Interview highlights
Welch explains the latest theory of treating cancer: the barnyard pen.
It's not always clear if preventative screening is helpful or harmful to patients.
"One of the things for people to really try to understand is that screening is not a free lunch," he said. "It comes with some human costs. I'm not just talking about dollar costs and those human costs are the problems with false alarms, the extra procedures and the problem of over diagnosis."
It's not just about cutting costs.
Even if you have all the money in the world, it's important to decide how much we want to be "medicalized while we are well," he said.
Most screening tests don't save lives.
From Welch's New York Times opinion piece:
The basic strategy behind early diagnosis is to encourage the well to get examined -- to determine if they are not, in fact, sick. But is looking hard for things to be wrong a good way to promote health? The truth is, the fastest way to get heart disease, autism, glaucoma, diabetes, vascular problems, osteoporosis or cancer ... is to be screened for it. In other words, the problem is overdiagnosis and overtreatment.
Screening the apparently healthy potentially saves a few lives (although the National Cancer Institute couldn't find any evidence for this in its recent large studies of prostate and ovarian cancer screening). But it definitely drags many others into the system needlessly -- into needless appointments, needless tests, needless drugs and needless operations (not to mention all the accompanying needless insurance forms).
Sometimes doing less is better.
Welch and Miller discussed a recent MPR News interview with Ezekiel J. Emanuel, oncologist and a vice provost at the University of Pennsylvania.
It's time to rethink the purpose of the annual exam.
"Instead of a head-to-toe effort to try to find things wrong, it's more a chance to connect with your physician, have a conversation so he or she knows who you are," Welch said.
Angelina Jolie is a special case and it's not because she's rich, beautiful or married to Brad Pitt.

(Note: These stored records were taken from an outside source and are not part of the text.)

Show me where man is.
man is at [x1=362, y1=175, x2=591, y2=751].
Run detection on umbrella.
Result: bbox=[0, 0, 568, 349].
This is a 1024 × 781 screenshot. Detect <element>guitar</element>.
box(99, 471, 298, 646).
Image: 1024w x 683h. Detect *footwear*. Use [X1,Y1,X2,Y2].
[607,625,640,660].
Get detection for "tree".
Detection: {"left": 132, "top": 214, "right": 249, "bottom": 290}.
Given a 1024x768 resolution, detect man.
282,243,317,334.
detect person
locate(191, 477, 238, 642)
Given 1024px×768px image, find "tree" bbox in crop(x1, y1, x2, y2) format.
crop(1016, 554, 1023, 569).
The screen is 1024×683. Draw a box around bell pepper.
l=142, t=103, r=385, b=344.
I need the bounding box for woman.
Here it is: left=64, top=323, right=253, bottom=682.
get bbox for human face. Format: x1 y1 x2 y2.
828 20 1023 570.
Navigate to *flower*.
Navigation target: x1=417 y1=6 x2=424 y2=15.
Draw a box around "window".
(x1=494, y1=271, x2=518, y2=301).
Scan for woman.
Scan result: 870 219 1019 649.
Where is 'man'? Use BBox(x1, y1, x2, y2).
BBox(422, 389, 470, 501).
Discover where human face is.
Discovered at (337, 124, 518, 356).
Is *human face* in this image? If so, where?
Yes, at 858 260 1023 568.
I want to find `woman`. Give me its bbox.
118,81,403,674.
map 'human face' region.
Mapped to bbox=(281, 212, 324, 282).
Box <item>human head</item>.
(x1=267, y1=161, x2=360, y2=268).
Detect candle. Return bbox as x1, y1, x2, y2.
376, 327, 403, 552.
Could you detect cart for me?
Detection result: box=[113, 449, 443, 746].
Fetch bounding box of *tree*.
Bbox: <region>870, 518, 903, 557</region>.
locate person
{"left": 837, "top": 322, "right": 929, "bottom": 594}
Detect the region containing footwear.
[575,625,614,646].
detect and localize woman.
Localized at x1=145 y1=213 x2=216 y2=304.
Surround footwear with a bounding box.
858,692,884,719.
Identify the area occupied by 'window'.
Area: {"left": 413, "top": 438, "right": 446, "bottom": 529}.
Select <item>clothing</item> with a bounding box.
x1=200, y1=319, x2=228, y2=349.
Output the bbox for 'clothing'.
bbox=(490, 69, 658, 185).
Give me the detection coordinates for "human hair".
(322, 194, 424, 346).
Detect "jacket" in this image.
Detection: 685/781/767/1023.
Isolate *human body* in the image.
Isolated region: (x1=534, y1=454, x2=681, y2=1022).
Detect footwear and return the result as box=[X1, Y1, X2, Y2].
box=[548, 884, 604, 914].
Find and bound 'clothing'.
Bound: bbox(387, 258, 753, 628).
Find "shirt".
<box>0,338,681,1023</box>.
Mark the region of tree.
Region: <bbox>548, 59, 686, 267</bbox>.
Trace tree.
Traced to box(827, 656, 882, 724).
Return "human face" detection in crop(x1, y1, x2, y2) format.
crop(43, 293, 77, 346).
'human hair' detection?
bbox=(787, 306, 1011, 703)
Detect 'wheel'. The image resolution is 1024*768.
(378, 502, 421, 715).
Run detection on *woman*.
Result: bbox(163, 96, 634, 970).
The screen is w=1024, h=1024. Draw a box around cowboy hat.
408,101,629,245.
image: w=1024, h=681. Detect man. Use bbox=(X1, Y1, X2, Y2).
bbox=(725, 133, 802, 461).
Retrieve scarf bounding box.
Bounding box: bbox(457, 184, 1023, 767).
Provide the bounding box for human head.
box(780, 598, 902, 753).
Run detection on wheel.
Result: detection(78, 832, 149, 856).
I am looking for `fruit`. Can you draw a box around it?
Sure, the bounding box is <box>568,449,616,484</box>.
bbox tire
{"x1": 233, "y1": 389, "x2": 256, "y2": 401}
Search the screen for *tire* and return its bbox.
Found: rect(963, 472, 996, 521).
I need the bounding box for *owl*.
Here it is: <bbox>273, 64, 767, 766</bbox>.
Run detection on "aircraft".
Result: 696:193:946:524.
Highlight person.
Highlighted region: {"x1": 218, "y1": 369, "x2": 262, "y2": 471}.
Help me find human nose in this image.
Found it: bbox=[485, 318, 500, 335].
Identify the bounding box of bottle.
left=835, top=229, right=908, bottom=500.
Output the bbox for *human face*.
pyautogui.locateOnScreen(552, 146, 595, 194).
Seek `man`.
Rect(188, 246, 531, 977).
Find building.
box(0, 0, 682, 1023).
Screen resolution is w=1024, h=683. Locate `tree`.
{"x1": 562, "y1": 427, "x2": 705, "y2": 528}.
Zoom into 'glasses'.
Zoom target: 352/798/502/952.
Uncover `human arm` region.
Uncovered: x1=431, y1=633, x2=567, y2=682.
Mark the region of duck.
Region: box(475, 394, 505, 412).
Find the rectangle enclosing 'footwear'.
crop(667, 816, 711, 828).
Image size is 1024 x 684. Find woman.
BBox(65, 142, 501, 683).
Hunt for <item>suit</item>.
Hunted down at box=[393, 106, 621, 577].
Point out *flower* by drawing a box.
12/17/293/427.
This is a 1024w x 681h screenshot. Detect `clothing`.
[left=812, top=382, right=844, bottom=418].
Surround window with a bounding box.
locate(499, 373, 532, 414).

"She has the BRCA-1 mutation and—really importantly—she has a really strong family history: her mother, her grandmother and her great-grandmother all had ovarian cancer," Welch said. "That's a person who is at a 35-times higher risk than average for dying from ovarian cancer. The average American woman would face a lifetime risk of 1.3 percent of even developing ovarian cancer."
If you have a complicated medical situation, bring someone with you.
It's important to have another set of ears and an additional person in the room to stand up for your wishes, he said.